1) Yeah, the internet circumvents censorship. It also lets conspiracy theorists post misinformation, helps pedophiles form support groups, and enables the doxxing and harassment of people offline. 2) Sure, some individuals make money on the internet. They do that on the backs of giant companies. Influencers shill their products, free websites are powered by their ads, and our personal information is bought and sold on a massive scale without us seeing a dime. 3) While some companies try to talk to Fellow Kids™ online, individuals have adopted communication more like corporations. We pick and choose what we share online and try to present our best selves, resulting in psychological harm to ourselves and others.

Web 3.0, aka Web 2.0 2.0

Go watch any YouTube video about Web 3.0 or read any Medium article about it. You’ll very quickly notice that, according to the proponents of Web 3.0, all our troubles will soon be solved thanks to new technology. They claim that blockchain will allow us to break free of social media platforms and speak out minds, monetize our works by tokenizing them, and wrest control from the oppressive big companies.

Sound familiar?

Like the guys who wrote a manifesto over 20 years ago, these people think Web 3.0 will solve all our problems. They also don’t seem to think it will cause any problems of its own. Criminals using BitCoin? No way, people blow that out of proportion! Losing all your NFT’s because you forgot a password and there’s no central entity to recover it? I’m sure that won’t happen often! And there’s no telling what other harm may come, because it’s all too new. In fact…

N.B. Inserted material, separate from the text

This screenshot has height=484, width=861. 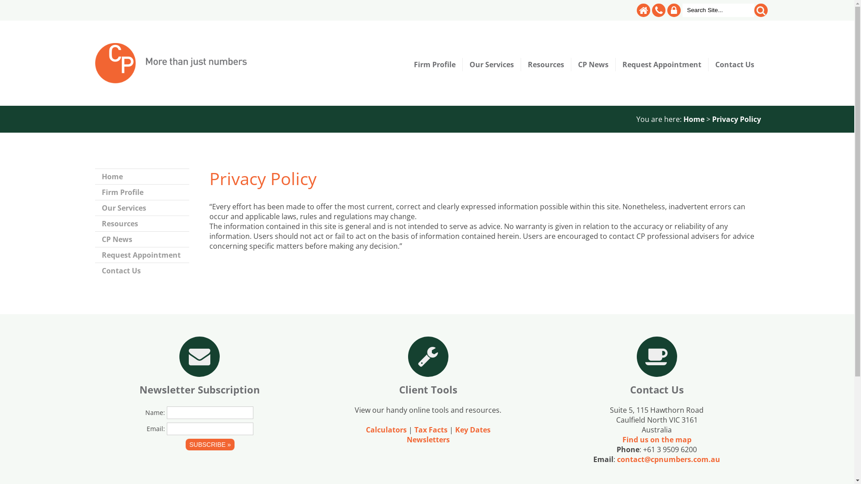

Nobody knows what the future holds

I think there will be a cool use for all this new technology, but I don’t think we’ve found it yet. If you look at how the Cluetrain Manifesto describes the future, you’ll see that they’re basically describing communication as it was in 1999, but MORE! They didn’t know that dynamic web pages would allow for endlessly scrolling social media, that high quality cameras on phones would allow anybody to create content, that AI would allow everybody to look like a dog in their photos, or that WebGL would allow a rich ecosystem of indie games on sites like itch.io. The new tech hadn’t been around long enough for these great ideas to come up, and it turns out the future is hard to predict.

Similarly, I think all the Web 3.0 fancy schmancy stuff will result in something really cool. I don’t think it’s going to be “Facebook… but with cryptocurrency!” or “YouTube, but your videos are NFTs!” or anything like that. The average internet user has no use for these things in their current state, just like most people weren’t on internet forums in the 1990’s. Nowadays, everybody and their grandma is on Facebook. Somewhere, somebody is working on something using Web 3.0 tech that will become an ubiquitous part of every day life. What is that thing?

Nobody knows!

Web 2.0 isn’t obsolete

No matter what that cool thing is, it isn’t going to be a 1-to-1 replacement for what’s around right now. How can I be so sure? Web 1.0 was the age of the static web. HTML was just markup - it arranged things and applied styles and that’s it. Nothing changed, nothing was dynamic. Web 2.0 changed that.

But static webpages didn’t go away. You’re reading one right now. I don’t need this page to be dynamic. I also don’t need it to use blockchain. No amount of Web 3.0 adoption is going to change that. New technology will add to the internet ecosystem and, yes, some things will likely fall by the wayside, but others will persist. Intelligent humans exist alongside the same dumb microorganisms that have been around for billions of years - survival of the fittest doesn’t mean absolute replacement of old with new.

Summary

New technology is exciting. I can’t wait to see the internet is like in 20 years. But 20 years ago, I never could have predicted what today’s internet is like. I’m not going to bother making predictions, I’ll just wait and see what excitement comes with new technology. I’ll also keep an eye out for the new harm that the new technology will bring - hopefully we’ve learned our lessons from the past, but I honestly doubt it.